Glass studied with Vincent Persichetti, Darius Milhaud and William Bergsma, yet had still not found his own
voice and moved to Paris, where he did two years of intensive study under Nadia Boulanger.
In Paris, Glass began researching music in North Africa, India and the Himalayas with an aim to applying
Eastern techniques to his own work.
In 1976, the Philip Glass Ensemble reached its apogee with the Philip Glass/Robert Wilson opera 'Einstein on
the Beach', a 4-1/2 hour epic now seen as a landmark in 20th-century music-theatre.
George Gershwin
MUSIC STYLES: AVANT GARDE MUSIC
LEONARD BERNSTEIN
American composer and conductor
MUSIC STYLES: AVANT GARDE MUSIC
KARLHEINZ STOCKHAUSEN
German composer
MUSIC STYLES: MODERN NATIONALISM
Karlheinz Stockhausen, (born Aug. 22, 1928,
Mödrath, near Cologne, Ger.—died Dec. 5, 2007,
Kürten), German composer. Orphaned during World
War II, he supported himself with odd jobs (including
jazz pianist) before entering Cologne’s State Academy
for Music in 1947. After hearing Olivier Messiaen’s
music at Darmstadt in 1951, he began studying with
the composer and experimenting with serialism. His
early works include Piano Pieces I–IV (1952)
and Counter-Points (1952–53). He also became
involved with musique concrète, a technique using
recorded sounds as raw material; his
remarkable Song of the Youths (1955–56) used a highly processed recording of a boy
soprano mixed with electronic sounds. His extensions of serialism continued in pieces
such as Measures (1955–56) and Groups (1955–57), and he became a leading avant-garde
spokesman. His Moments (1962–69) influentially applied serialism to groups of sounds
rather than single pitches, and he began incorporating aleatory (chance) elements as well.
From the late 1960s he conceived ever grander schemes, some incorporating literature,
dance, and ritual, as in the Light series (1977–2003).
JOHN CAGE
MUSIC STYLE: CHANCE MUSIC
John Cage, in full John Milton Cage, Jr., (born September
5, 1912, Los Angeles, California, U.S.—died August 12,
1992, New York, New York), American avant-garde
composer whose inventive compositions and unorthodox
ideas profoundly influenced mid-20th-century music.
Cage’s early compositions were written in the 12-tone method of his teacher Schoenberg, but by 1939 he had
begun to experiment with increasingly unorthodox instruments such as the “prepared piano” (a piano modified
by objects placed between its strings in order to produce percussive and otherworldly sound effects). Cage also
experimented with tape recorders, record players, and radios in his effort to step outside the bounds of
conventional Western music and its concepts of meaningful sound. The concert he gave with his percussion
ensemble at the Museum of Modern Art in New York City in 1943 marked the first step in his emergence as a
leader of the American musical avant-garde.

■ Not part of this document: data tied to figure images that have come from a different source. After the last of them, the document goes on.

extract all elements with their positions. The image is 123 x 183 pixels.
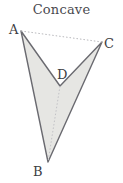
concave-polygon-figure: Concave A C D B bbox=[0, 0, 123, 183]
dotted-line-a-c bbox=[21, 31, 102, 42]
vertex-label-b: B bbox=[33, 164, 43, 179]
vertex-label-a: A bbox=[8, 22, 19, 37]
vertex-label-c: C bbox=[104, 36, 114, 51]
vertex-label-d: D bbox=[57, 67, 67, 82]
concave-quadrilateral-shape bbox=[21, 31, 102, 162]
polygon-diagram-svg: A C D B bbox=[0, 0, 123, 183]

In the following years, Cage turned to Zen Buddhism and other Eastern philosophies and concluded that all the
activities that make up music must be seen as part of a single natural process. He came to regard all kinds of
sounds as potentially musical, and he encouraged audiences to take note of all sonic phenomena, rather than
only those elements selected by a composer. To this end he cultivated the principle of indeterminism in his
music. He used a number of devices to ensure randomness and thus eliminate any element of personal taste on
the part of the performer: unspecified instruments and numbers of performers, freedom of duration of sounds
and entire pieces, inexact notation, and sequences of events determined by random means such as by
consultation with the Chinese Yijing (I Ching). In his later works he extended these freedoms over other media,
so that a performance of HPSCHD (completed 1969) might include a light show, slide projections, and
costumed performers, as well as the 7 harpsichord soloists and 51 tape machines for which it was scored.
Among Cage’s best-known works are 4′33″ (Four Minutes and Thirty-three Seconds, 1952), a piece in which
the performer or performers remain utterly silent onstage for that amount of time (although the amount of time
is left to the determination of the performer); Imaginary Landscape No. 4 (1951), for 12 randomly tuned radios,
24 performers, and conductor; the Sonatas and Interludes (1946–48) for prepared piano; Fontana Mix (1958), a
piece based on a series of programmed transparent cards that, when superimposed, give a graph for the random
selection of electronic sounds; Cheap Imitation (1969), an “impression” of the music of Erik Satie;
and Roaratorio (1979), an electronic composition utilizing thousands of words found in James Joyce’s
novel Finnegans Wake.
Cage published several books, including Silence: Lectures and Writings (1961) and M: Writings
’67–’72 (1973). His influence extended to such established composers as Earle Brown, Lejaren Hiller, Morton
Feldman, and Christian Wolff. More broadly, his work was recognized as significant in the development of
traditions ranging from minimalist and electronic music to performance art.